Dear All,
One day this past week, I recalled a fact that re-opened a whole world of new insights for me: covenant.
The notion of covenant is absolutely critical to understanding the Old Testament which is the story of a series of relationships founded on God's initiative in reaching out to 1) the human race in Noah, 2) Abraham and his descendants, 3) the people whom he freed from slavery in Egypt, 4) the heirs to David's kingdom. There is, as well, a 'new and everlasting covenant that is hinted at by the prophet Jeremiah, but we must return to that at another point.
We live in a world and a network of relationships constituted, pretty much, by our choices. Where we live, what our budgetary priorities are, who we hang out with, what apps we use, what car we drive, who gets on our Xmas-card list, what church we attend, and on and on and on …. We even take it for granted that people can choose the national identity of their offspring by giving birth to them in a particular geographical location! And folks are actually choosing the sex of their children and the date of their own death! But a covenant is not the result of our choosing; God creates covenants by his choices.
This, you see, is one of the perks of divinity: before, while and after everything and everyone, God is. There is no fact, phenomenon or feeling that is more real that God; no truth that makes any sense apart from the truth that God is. Thus, when God chooses … someone, something, some course … there are fences and shelters and paths and roadblocks created by that choice. Any other choice finds itself supported by the will and power of God, or condemned, frustrated and doomed to failure by that same choice and power.
Dante says that God is he 'whom to serve is to reign'; and Satan knows that hell is created by a simple I will not serve.
Because we like to expand the spheres of our importance, we try repeatedly to expand the bounds of our freedom (that is what makes the Supremes' doctrine of a right to privacy so attractive and so dangerous). Thus, what we notice about covenants is that they create limits and obligations on us (e.g. the Decalogue or the chosen-ness of the Jews that makes anti-Semitism a sin). What we fail to notice is that they simultaneously create guarantees of Divine favor and approval for those who acknowledge them and who choose to love a covenanting God.
What is really galling, though, is that my taste in people or my 'people sense' is utterly irrelevant in a world where God makes the determining choices. In such a world, a decision to kill, to ignore, to punish, to snub - or, for that matter to choose for my own purpose and advantage - can so easily lead me down the path of being at odds with God!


→ **WHAT TO WORK ON**: Exactly the lines below from the one with "Serialize everything readable" up to and including the one with "Read all visible content and emit it as JSON." make up the answer, with nothing else added.

Figure dataset records
☆ ☆ ☆

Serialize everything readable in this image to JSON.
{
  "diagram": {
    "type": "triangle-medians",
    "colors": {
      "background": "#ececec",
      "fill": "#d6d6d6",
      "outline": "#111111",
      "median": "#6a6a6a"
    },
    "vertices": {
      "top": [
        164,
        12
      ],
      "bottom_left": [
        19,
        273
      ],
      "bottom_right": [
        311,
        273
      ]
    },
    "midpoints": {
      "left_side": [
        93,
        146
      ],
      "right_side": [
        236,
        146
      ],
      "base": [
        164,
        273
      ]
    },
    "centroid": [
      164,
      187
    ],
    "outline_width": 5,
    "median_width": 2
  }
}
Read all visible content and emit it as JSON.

☆ ☆ ☆

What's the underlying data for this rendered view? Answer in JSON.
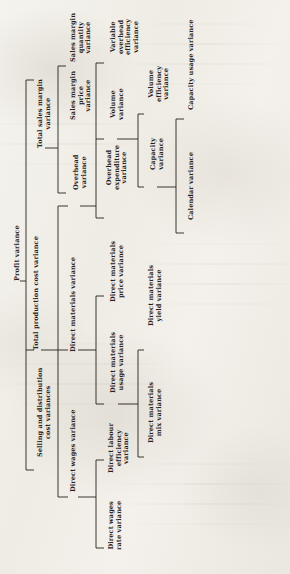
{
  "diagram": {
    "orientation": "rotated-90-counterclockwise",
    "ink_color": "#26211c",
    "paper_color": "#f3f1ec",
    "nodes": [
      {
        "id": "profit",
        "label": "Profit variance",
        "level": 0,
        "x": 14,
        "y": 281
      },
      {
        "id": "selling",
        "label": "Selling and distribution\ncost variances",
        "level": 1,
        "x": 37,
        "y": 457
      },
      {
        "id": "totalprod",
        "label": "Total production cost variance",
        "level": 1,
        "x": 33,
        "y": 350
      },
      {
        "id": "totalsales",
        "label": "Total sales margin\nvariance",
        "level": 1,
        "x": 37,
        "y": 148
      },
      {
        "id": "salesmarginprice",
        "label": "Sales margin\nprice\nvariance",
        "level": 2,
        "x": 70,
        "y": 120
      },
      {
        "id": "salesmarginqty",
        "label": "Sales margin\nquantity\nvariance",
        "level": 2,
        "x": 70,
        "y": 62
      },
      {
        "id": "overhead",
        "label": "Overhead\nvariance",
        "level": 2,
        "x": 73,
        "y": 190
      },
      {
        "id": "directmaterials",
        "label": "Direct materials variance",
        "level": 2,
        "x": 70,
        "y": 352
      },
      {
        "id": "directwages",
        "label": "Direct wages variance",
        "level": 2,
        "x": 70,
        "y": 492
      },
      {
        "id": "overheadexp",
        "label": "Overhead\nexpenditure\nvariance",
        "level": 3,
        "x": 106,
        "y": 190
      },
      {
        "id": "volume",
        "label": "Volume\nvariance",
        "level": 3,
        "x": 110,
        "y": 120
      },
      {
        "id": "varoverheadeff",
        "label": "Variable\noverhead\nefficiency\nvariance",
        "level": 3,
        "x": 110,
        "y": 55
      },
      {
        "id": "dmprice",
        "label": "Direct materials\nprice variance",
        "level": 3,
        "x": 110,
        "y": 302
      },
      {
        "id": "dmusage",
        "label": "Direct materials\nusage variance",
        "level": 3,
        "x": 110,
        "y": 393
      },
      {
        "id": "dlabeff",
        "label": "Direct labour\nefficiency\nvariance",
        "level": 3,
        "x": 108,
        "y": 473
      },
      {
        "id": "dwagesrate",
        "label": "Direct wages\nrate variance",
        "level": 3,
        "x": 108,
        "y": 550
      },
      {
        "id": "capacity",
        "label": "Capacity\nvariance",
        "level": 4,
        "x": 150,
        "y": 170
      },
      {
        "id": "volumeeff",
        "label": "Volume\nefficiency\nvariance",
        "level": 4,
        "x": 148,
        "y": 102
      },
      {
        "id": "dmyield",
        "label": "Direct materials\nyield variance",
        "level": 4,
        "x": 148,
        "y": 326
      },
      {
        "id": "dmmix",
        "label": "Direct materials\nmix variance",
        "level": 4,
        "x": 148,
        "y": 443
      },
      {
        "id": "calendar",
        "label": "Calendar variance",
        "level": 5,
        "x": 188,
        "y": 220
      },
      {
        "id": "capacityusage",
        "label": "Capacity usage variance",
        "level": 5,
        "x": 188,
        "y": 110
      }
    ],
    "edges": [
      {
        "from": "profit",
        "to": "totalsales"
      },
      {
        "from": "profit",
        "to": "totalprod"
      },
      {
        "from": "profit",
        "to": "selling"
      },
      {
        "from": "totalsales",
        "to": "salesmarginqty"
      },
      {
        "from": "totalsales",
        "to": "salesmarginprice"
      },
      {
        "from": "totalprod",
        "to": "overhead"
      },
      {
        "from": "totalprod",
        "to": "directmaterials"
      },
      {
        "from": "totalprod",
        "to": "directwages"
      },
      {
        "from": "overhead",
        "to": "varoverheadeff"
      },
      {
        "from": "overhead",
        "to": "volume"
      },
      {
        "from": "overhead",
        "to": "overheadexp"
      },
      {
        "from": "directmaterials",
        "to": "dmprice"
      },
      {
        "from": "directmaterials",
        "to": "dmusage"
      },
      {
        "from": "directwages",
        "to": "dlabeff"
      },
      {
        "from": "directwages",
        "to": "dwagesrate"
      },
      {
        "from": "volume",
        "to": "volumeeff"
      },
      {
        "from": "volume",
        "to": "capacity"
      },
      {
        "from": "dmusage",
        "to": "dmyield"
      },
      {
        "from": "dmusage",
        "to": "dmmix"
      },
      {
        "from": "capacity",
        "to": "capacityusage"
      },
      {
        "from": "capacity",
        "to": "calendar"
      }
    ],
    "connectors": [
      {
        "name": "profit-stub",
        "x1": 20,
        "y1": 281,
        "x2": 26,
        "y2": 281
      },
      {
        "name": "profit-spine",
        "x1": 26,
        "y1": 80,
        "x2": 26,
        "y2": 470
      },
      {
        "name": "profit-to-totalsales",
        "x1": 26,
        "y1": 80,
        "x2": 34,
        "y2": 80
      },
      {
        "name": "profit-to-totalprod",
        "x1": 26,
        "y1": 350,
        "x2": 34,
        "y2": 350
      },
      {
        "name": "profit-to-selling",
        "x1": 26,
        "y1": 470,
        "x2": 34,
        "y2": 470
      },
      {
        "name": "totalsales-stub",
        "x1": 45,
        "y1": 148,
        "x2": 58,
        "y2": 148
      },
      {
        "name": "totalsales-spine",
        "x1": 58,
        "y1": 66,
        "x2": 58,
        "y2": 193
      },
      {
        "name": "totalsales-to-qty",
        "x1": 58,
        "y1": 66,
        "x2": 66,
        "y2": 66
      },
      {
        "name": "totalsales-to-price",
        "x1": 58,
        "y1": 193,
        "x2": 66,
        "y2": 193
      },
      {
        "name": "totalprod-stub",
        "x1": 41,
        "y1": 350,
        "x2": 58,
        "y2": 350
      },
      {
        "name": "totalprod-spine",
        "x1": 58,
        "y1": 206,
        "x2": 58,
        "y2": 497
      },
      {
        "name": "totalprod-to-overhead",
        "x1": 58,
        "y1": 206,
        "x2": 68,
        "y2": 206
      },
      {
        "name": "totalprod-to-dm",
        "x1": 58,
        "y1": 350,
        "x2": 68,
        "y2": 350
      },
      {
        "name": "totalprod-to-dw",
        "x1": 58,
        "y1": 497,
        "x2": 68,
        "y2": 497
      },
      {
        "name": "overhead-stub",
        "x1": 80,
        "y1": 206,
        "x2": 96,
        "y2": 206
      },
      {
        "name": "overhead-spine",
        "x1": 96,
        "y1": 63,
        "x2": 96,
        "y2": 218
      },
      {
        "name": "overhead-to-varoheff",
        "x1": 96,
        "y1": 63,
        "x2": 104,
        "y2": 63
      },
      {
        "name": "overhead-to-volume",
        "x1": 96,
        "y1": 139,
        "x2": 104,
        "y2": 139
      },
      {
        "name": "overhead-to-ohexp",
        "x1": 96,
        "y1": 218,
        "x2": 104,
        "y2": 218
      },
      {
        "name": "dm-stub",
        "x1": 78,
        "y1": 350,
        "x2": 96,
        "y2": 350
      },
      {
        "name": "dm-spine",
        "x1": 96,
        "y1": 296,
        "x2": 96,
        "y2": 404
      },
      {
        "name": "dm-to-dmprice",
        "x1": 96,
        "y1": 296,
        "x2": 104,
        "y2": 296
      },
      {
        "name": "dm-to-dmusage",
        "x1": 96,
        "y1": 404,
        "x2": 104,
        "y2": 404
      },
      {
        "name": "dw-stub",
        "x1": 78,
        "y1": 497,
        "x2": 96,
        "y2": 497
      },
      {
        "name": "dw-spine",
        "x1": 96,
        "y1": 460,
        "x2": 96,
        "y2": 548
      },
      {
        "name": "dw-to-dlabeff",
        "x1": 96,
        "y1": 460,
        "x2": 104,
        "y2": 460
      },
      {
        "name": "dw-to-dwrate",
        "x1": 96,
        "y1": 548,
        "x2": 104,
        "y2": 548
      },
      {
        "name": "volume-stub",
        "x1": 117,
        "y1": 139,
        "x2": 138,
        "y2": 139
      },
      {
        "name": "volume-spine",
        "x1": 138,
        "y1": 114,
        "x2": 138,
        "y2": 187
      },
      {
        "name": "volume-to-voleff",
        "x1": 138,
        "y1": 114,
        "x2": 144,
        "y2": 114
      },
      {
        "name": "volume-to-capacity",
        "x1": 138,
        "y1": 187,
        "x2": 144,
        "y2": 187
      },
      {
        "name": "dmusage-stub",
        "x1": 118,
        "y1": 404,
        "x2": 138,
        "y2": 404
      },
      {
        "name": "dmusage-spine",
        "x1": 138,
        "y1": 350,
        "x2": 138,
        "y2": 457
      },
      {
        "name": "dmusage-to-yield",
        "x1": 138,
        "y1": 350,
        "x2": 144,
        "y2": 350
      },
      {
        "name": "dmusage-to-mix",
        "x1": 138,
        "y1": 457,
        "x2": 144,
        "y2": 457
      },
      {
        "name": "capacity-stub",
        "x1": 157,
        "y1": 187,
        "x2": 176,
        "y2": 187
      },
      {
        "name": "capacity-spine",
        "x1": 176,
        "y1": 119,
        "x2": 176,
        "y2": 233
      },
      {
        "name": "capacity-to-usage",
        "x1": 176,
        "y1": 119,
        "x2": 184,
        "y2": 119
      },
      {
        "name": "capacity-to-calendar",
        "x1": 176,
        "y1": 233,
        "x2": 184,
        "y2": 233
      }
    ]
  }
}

☆ ☆ ☆

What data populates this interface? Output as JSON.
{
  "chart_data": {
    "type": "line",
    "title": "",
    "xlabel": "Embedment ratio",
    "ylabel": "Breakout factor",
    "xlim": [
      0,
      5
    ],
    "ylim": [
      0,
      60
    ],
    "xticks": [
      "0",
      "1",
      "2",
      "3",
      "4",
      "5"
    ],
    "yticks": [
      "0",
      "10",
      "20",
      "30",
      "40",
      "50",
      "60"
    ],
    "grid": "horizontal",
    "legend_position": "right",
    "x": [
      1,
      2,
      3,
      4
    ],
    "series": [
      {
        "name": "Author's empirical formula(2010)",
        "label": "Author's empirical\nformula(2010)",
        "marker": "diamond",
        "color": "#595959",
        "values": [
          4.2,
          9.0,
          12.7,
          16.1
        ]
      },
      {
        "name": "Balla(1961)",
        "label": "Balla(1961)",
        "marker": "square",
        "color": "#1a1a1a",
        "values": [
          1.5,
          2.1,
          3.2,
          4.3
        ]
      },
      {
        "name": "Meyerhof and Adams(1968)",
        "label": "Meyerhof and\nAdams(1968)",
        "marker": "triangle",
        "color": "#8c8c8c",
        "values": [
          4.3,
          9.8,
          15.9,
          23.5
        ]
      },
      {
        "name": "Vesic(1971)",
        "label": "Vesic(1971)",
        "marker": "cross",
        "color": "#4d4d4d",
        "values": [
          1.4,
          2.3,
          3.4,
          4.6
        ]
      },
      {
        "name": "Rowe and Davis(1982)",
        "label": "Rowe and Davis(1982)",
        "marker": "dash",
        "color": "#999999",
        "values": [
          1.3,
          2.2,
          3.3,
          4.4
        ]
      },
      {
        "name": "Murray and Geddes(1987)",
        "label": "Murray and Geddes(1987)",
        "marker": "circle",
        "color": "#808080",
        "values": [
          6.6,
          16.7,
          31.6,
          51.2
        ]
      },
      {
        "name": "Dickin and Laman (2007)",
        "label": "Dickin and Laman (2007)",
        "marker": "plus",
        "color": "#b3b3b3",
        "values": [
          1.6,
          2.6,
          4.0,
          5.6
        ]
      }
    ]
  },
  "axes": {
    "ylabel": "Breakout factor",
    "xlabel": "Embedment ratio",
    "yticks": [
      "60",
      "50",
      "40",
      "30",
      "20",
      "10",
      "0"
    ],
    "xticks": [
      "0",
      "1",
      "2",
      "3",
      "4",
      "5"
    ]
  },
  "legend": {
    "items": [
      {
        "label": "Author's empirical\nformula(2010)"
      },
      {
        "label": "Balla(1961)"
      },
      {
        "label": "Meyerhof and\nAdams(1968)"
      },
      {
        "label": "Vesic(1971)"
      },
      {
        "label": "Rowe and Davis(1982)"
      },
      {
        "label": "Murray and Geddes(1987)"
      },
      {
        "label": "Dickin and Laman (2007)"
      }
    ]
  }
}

☆ ☆ ☆

→ **TASK RESULT**:
Serialize everything readable in this image to JSON.
{
  "diagram": {
    "type": "triangle-medians",
    "colors": {
      "background": "#ececec",
      "fill": "#d6d6d6",
      "outline": "#111111",
      "median": "#6a6a6a"
    },
    "vertices": {
      "top": [
        164,
        12
      ],
      "bottom_left": [
        19,
        273
      ],
      "bottom_right": [
        311,
        273
      ]
    },
    "midpoints": {
      "left_side": [
        93,
        146
      ],
      "right_side": [
        236,
        146
      ],
      "base": [
        164,
        273
      ]
    },
    "centroid": [
      164,
      187
    ],
    "outline_width": 5,
    "median_width": 2
  }
}
Read all visible content and emit it as JSON.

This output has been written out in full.